History of Sandpoint, Idaho
The Flathead Indians of Montana built encampments on the shore of Lake Pend Oreille every summer, fished, made baskets of cedar, and collected huckleberries before returning to Montana in the fall. The encampments ended before 1930.
In the 1880s the Northern Pacific Railroad brought European and Chinese settlement to the area.
In August, 1888, twenty-nine year old author and civil servant Theodore Roosevelt, visited Sandpoint on a caribou hunting trip in the Selkirk Mountains. Roosevelt documented what a rough and tumble environment "Sand Point" was at that time (and for many decades following).
Sandpoint was officially incorporated in 1898. Timber harvesting and railroads drove the economy for nearly a century after as lumberjacks moved in from the over harvested Great Lakes region. Several Lumber companies operated in the region from as early as 1896 to present. The most notable company was the Humbird Lumber Company that operated from 1900 to around 1944. The lumber companies bought land from the Northern Pacific Railroad and built a major mill at Sandpoint and adjacent Kootenai. Lumber company owned railroads extended into many of the local drainages, Grouse Creek, Gold Creek and (Rapid) Lightening Creek. Although the trees were never exhausted in the area, the Humbird Company suffered and finally succumbed to the low timber prices of the great depression. "Stump ranches" were sold by the company to many families who slowly cleared much of the valley land of tree stumps. Farming and ranching became the third business behind lumber and railroads prior to the "discovery" of Lake Pend Oreille as a sports fishery in the 1950's. The economy was given a boost during World War II from Farragut Naval Station, a training center for the US Navy located at the south western end of Lake Pend Oreille.
The opening of Schweitzer Mountain Resort in 1963 turned the area into a year around tourism destination based on its natural beauty. The beauty of the surrounding Selkirk and Cabinet Mountains and Lake Pend Oreille have kept Sandpoint a tourist favorite for water sports, hunting, hiking, horseback riding, fishing and skiing.
In the 1980s and 1990s nearby Coeur d'Alene and Hayden Lake attracted nationwide publicity when white supremacist Neo-Nazi groups (most notably the Aryan Nations) set up headquarters in the area. Many Sandpoint residents reacted negatively to such groups; some formed the Bonner County Human Rights Task Force in opposition. In 2001 the Aryan Nations lost a lawsuit filed against them. The lawsuit bankrupted the organization and forced them to give up their Hayden Lake property and disband.
In August of 2006, Sandpoint and the Panida Theater hosted the first ever International Film Festival in North Idaho - The Idaho Panhandle International Film Festival. IPIFF, as it was known, featured fifty-five films of various genres and lengths, over four days (August 23rd-26th) from nine countries. IPIFF has since been renamed Lakedance International Film Festival and will be held on September 12th-16th. This festival, along with The Festival at Sandpoint, and Lost-in-the-50's, among other events, continue to build Sandpoint's reputation of being an arts and culture capital of North Idaho and the Inland Northwest.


**REQUIREMENT:** Please print the full listing below exactly, but not the pictures in it.

**PROVIDED INFORMATION:**
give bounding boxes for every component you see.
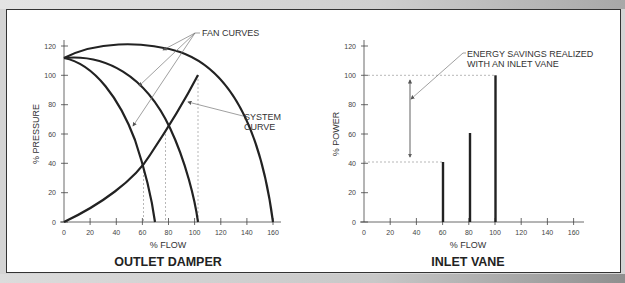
svg-text:0: 0 [62,229,66,236]
svg-text:40: 40 [48,160,56,167]
svg-text:160: 160 [267,229,279,236]
x-tick-labels: 0 20 40 60 80 100 120 140 160 [362,229,579,236]
savings-label-line1: ENERGY SAVINGS REALIZED [467,49,594,59]
fan-curve-mid [64,58,198,222]
svg-text:0: 0 [352,219,356,226]
chart-title: INLET VANE [431,255,504,269]
fan-curve-damped [64,58,155,222]
svg-text:100: 100 [344,72,356,79]
outlet-damper-chart: 0 20 40 60 80 100 120 0 20 40 60 80 100 … [31,28,281,269]
system-curve-label-line1: SYSTEM [244,112,281,122]
svg-text:20: 20 [86,229,94,236]
svg-text:120: 120 [44,43,56,50]
savings-arrow [410,53,466,157]
svg-text:60: 60 [48,131,56,138]
figure-canvas: 0 20 40 60 80 100 120 0 20 40 60 80 100 … [0,0,625,283]
svg-text:120: 120 [344,43,356,50]
fan-curves [64,44,273,222]
y-tick-labels: 0 20 40 60 80 100 120 [344,43,356,226]
system-curve-label-line2: CURVE [244,122,275,132]
svg-text:20: 20 [48,189,56,196]
x-tick-labels: 0 20 40 60 80 100 120 140 160 [62,229,279,236]
svg-text:60: 60 [348,131,356,138]
svg-text:80: 80 [348,101,356,108]
x-axis-label: % FLOW [150,240,187,250]
svg-text:40: 40 [112,229,120,236]
svg-text:80: 80 [48,101,56,108]
fan-curves-label: FAN CURVES [202,28,259,38]
y-axis-label: % POWER [331,111,341,156]
svg-text:160: 160 [568,229,580,236]
chart-title: OUTLET DAMPER [114,255,222,269]
svg-text:20: 20 [348,189,356,196]
svg-text:120: 120 [215,229,227,236]
svg-text:100: 100 [189,229,201,236]
svg-text:40: 40 [413,229,421,236]
svg-text:100: 100 [44,72,56,79]
savings-label-line2: WITH AN INLET VANE [467,59,559,69]
svg-text:0: 0 [362,229,366,236]
svg-text:80: 80 [465,229,473,236]
svg-text:140: 140 [241,229,253,236]
svg-text:120: 120 [515,229,527,236]
svg-text:40: 40 [348,160,356,167]
svg-text:140: 140 [542,229,554,236]
x-axis-label: % FLOW [450,240,487,250]
svg-text:20: 20 [386,229,394,236]
y-tick-labels: 0 20 40 60 80 100 120 [44,43,56,226]
inlet-vane-chart: 0 20 40 60 80 100 120 0 20 40 60 80 100 … [331,40,594,269]
svg-text:80: 80 [165,229,173,236]
svg-text:0: 0 [52,219,56,226]
fan-curve-full [64,44,273,222]
svg-text:60: 60 [439,229,447,236]
svg-text:60: 60 [139,229,147,236]
power-bars [443,75,496,222]
y-axis-label: % PRESSURE [31,104,41,164]
svg-text:100: 100 [489,229,501,236]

**ANSWER TO THIS EXERCISE:**
give bounding boxes for every component you see.
svg-text:0: 0 [62,229,66,236]
svg-text:40: 40 [48,160,56,167]
svg-text:160: 160 [267,229,279,236]
x-tick-labels: 0 20 40 60 80 100 120 140 160 [362,229,579,236]
savings-label-line1: ENERGY SAVINGS REALIZED [467,49,594,59]
fan-curve-mid [64,58,198,222]
svg-text:0: 0 [352,219,356,226]
chart-title: INLET VANE [431,255,504,269]
fan-curve-damped [64,58,155,222]
svg-text:100: 100 [344,72,356,79]
outlet-damper-chart: 0 20 40 60 80 100 120 0 20 40 60 80 100 … [31,28,281,269]
system-curve-label-line1: SYSTEM [244,112,281,122]
svg-text:20: 20 [86,229,94,236]
svg-text:120: 120 [44,43,56,50]
savings-arrow [410,53,466,157]
svg-text:60: 60 [48,131,56,138]
figure-canvas: 0 20 40 60 80 100 120 0 20 40 60 80 100 … [0,0,625,283]
svg-text:120: 120 [344,43,356,50]
fan-curves [64,44,273,222]
y-tick-labels: 0 20 40 60 80 100 120 [344,43,356,226]
system-curve-label-line2: CURVE [244,122,275,132]
svg-text:20: 20 [48,189,56,196]
x-tick-labels: 0 20 40 60 80 100 120 140 160 [62,229,279,236]
svg-text:60: 60 [348,131,356,138]
svg-text:80: 80 [348,101,356,108]
x-axis-label: % FLOW [150,240,187,250]
svg-text:40: 40 [112,229,120,236]
svg-text:80: 80 [48,101,56,108]
fan-curves-label: FAN CURVES [202,28,259,38]
y-axis-label: % POWER [331,111,341,156]
svg-text:160: 160 [568,229,580,236]
chart-title: OUTLET DAMPER [114,255,222,269]
svg-text:20: 20 [348,189,356,196]
svg-text:120: 120 [215,229,227,236]
svg-text:100: 100 [189,229,201,236]
svg-text:40: 40 [413,229,421,236]
svg-text:100: 100 [44,72,56,79]
savings-label-line2: WITH AN INLET VANE [467,59,559,69]
svg-text:0: 0 [362,229,366,236]
svg-text:80: 80 [465,229,473,236]
svg-text:140: 140 [241,229,253,236]
svg-text:120: 120 [515,229,527,236]
svg-text:40: 40 [348,160,356,167]
svg-text:140: 140 [542,229,554,236]
x-axis-label: % FLOW [450,240,487,250]
svg-text:20: 20 [386,229,394,236]
y-tick-labels: 0 20 40 60 80 100 120 [44,43,56,226]
inlet-vane-chart: 0 20 40 60 80 100 120 0 20 40 60 80 100 … [331,40,594,269]
svg-text:80: 80 [165,229,173,236]
svg-text:0: 0 [52,219,56,226]
fan-curve-full [64,44,273,222]
svg-text:60: 60 [439,229,447,236]
svg-text:60: 60 [139,229,147,236]
power-bars [443,75,496,222]
y-axis-label: % PRESSURE [31,104,41,164]
svg-text:100: 100 [489,229,501,236]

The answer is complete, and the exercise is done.